July 15, 2008, Guantanamo Bay Naval Base, Cuba – The U.S. military subjected a former driver for Osama bin Laden to a sleep-deprivation program in 2003, his defense lawyers said Monday, raising the latest allegations of a tactic criticized as inhumane.
The alleged abuse spanned 50 days when Salim Ahmed Hamdan was making statements to be used against him at a war crimes trial scheduled to start next week, said Navy Lt. Cmdr. Brian Mizer, his Pentagon-appointed defense lawyer.
Mizer said the abuse of his client by a program known as “Operation Sandman” should be grounds for dismissing the charges and indicated he will seek sanctions against prosecutors for not providing evidence of the abuse until Saturday.
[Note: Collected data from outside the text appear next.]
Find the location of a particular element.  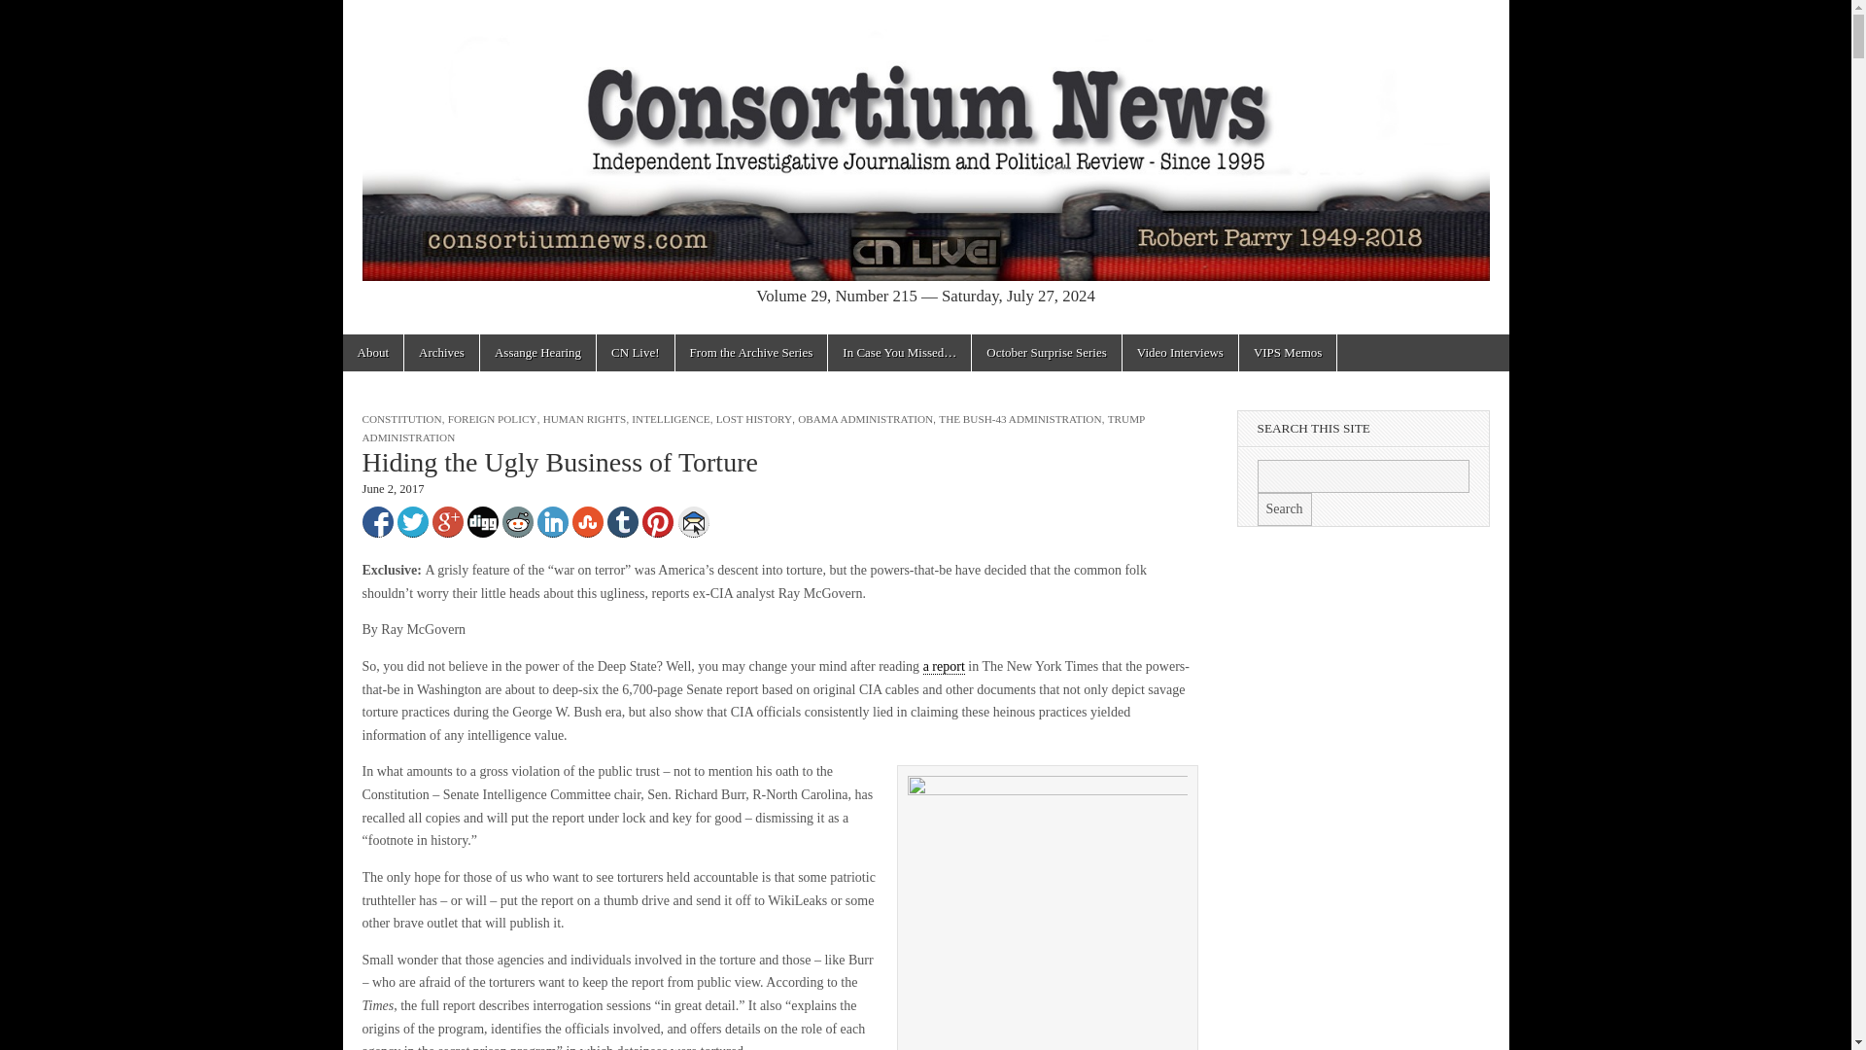

Share to Tumblr is located at coordinates (622, 521).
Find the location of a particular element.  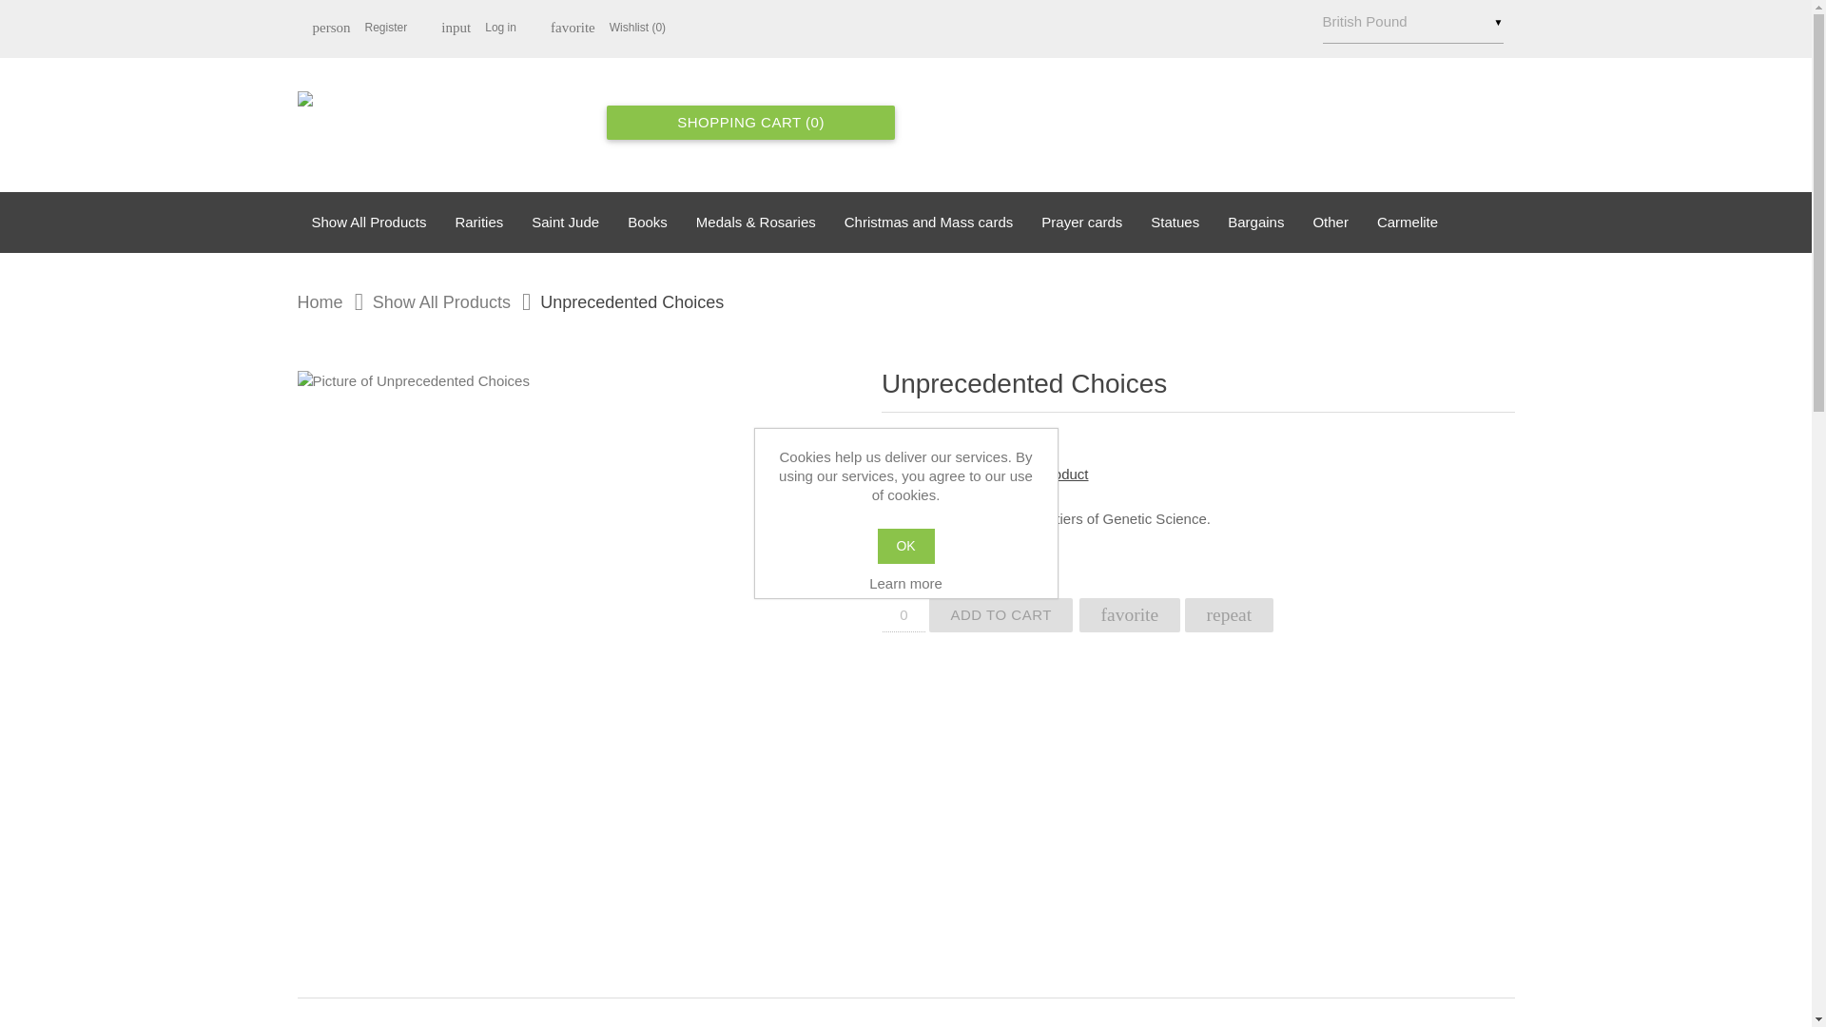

The military tribunal had set a December deadline to provide the prison records.
Michael Berrigan, deputy chief military defense counsel for the tribunals, said it was “outrageous” for prosecutors to wait so long before delivering the evidence.
“It’s about as far from a fair proceedings as you can get,” he said.
There was no immediate response from prosecutors.
The U.S. military has used sleep deprivation to prepare detainees for interrogation at Guantanamo. A recent report by the office of the Justice Department’s inspector general said “Operation Sandman” involved frequently rousting prisoners and moving them between cells to keep them off balance.
Lawyers for two other detainees facing war-crimes charges, Mohammed Jawad and Omar Khadr, have alleged in recent months the military used sleep-deprivation to punish or soften up their clients.
Prosecutors in Jawad’s case have said sleep deprivation is not torture.
Mizer said the military began subjecting Hamdan to “Operation Sandman,” on June 11, 2003. Records show he also received a visit at the time from “Alfred Hitchcock,” a reference that the military has not explained. “It’s obviously code name for something,” the lawyer said.
Hamdan, who military records show is about 37, was captured at a roadblock in Afghanistan in November 2001, allegedly with two surface-to-air missiles in the car. He faces a maximum life sentence if convicted on charges of conspiracy and supporting terrorism.
His lawyers say the new evidence will support their bid to dismiss statements he made under coercion. In the past, they have alleged he faced beatings in U.S. custody in Afghanistan and extended periods of solitary confinement at Guantanamo, where he arrived in May 2002.
Also Monday, the Navy judge in the case ordered the government to allow the alleged mastermind of the Sept. 11 attacks and other “high-value” prisoners to provide testimony at Hamdan’s trial.
Prosecutors had opposed allowing the high-value prisoners to testify, saying the men could potentially reveal classified information such as details about their treatment while held at secret CIA prisons overseas.
But the judge, Navy Capt. Keith Allred, said the government must find a way to provide the testimony, since it is relevant to the case.
Hamdan is one of 20 Guantanamo detainees facing charges. Prosecutors plan to charge as many as 80 prisoners, but the tribunals have been delayed so far by repeated legal setbacks.